Haas Welcomes New Class with Multiple Week Zero Surprises
This post has been republished in its entirety from original source clearadmit.com.
Orientation week at UC Berkeley’s Haas School of Business—better known as Week Zero—was chock full of surprises for the 246 incoming students in the full-time MBA Class of 2017. For starters, while working on their very first case study on Virgin America, the students got a shock when Virgin America CEO David Cush walked into the auditorium.
Who better to learn from about the company’s decision to enter the airline market? Discussing the move made by Virgin Group founder Richard Branson in 2007, Cush described the decision—which was based on Branson’s belief that airlines were poorly run and flights were too expensive. Amid intense competition and despite a rocky start, the company is taking on the big airlines and adding new destination cities, he said, and has moved from the bottom quartile to the top half of airlines. Students then got to quiz Cush on the company’s culture, how it hires, its strategy for innovation and the challenges it still faces.
Additional Week Zero surprise guests included Revolution Foods Co-founders Kristin Groos Richmond and Kirsten Saenz Tobey, both 2006 Haas MBA grads. Tobey and Richmond started their company—which serves healthy meals to public school students across the United States—with a network of Haas supporters, among them Adjunct Prof. Kellie McElhaney, Lecturer William Rosenzweig and angel investor Dick Beers, who invested $50,000 after Revolution Foods placed first in the Berkeley-Haas Global Social Venture Competition. “Every single piece of the equation we built here at Haas,” Richmond told the Class of 2017.

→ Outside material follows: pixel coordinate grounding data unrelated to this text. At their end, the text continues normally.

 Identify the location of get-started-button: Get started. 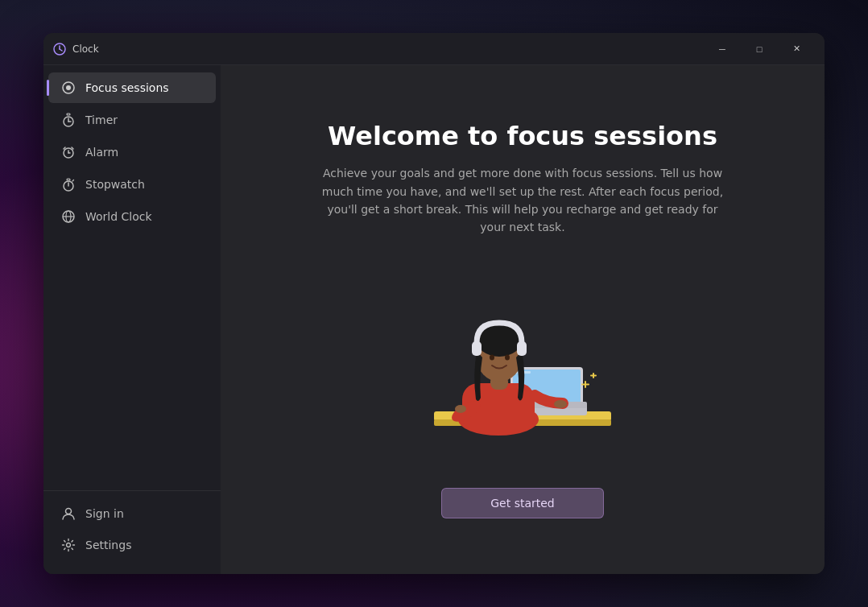
(523, 503). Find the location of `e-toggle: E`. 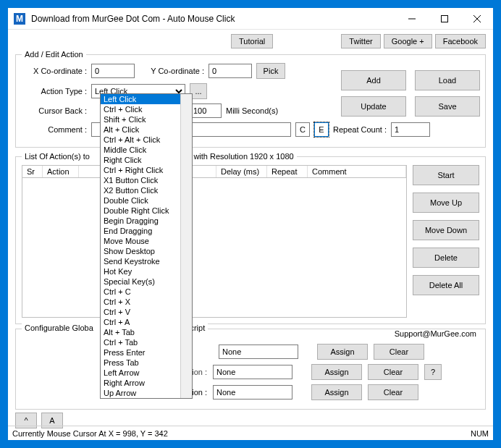

e-toggle: E is located at coordinates (321, 130).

Investors early on told them their cost model was unsustainable, but the Haas defining principle of “Confidence Without Attitude” helped them stay the course despite doubts, Richmond said. Today, Revolution Foods has raised more than $100 million and served more than a million healthy meals.
HAAS DEAN LYONS: “WE CO-OWN THIS SCHOOL”
Second-year students and program staff planned the packed schedule for Week Zero, which included a day focused on each of the Haas Defining Principles: Question the Status Quo, Students Always and Beyond Yourself and the aforementioned Confidence Without Attitude. Presentations by the MBA Program Office, Career Management Group and MBA Association were followed by an official welcome by Haas Dean Rich Lyons.
“From here on out, we co-own this school,” he told the students, a nod to the high degree of student involvement that characterizes the Haas MBA program. “It’s this sense of co-owning and leaning in to one another that makes us stronger.”
Beyond simply talking about the school’s values, the Week Zero roster of events also helped bring them to life. Activities such as Game of Teams and the Cohort Olympics focused on collaboration and community building. And this year, shifts in the programming were also implemented to better highlight and include the diverse Haas student body—which boasts 41 percent women and 40 percent international students. For example, the Cohort Olympics, which in the past has largely featured American sports and male referees, this year included cricket in place of football, led by a South African woman.
One morning was also devoted to volunteer service—with students working to beautify a children’s playground and gardens at the Alameda Point Collective, a housing organization that serves homeless and at-risk families.
“Week Zero created such a strong foundation for my success during my first year,” Isabelle Schuhmann, MBA 16 and Week Zero co-chair, said as part of an article on the Haas website. “”I feel honored to have played a role in creating a strong introduction for the incoming class and helping to set them up for success.”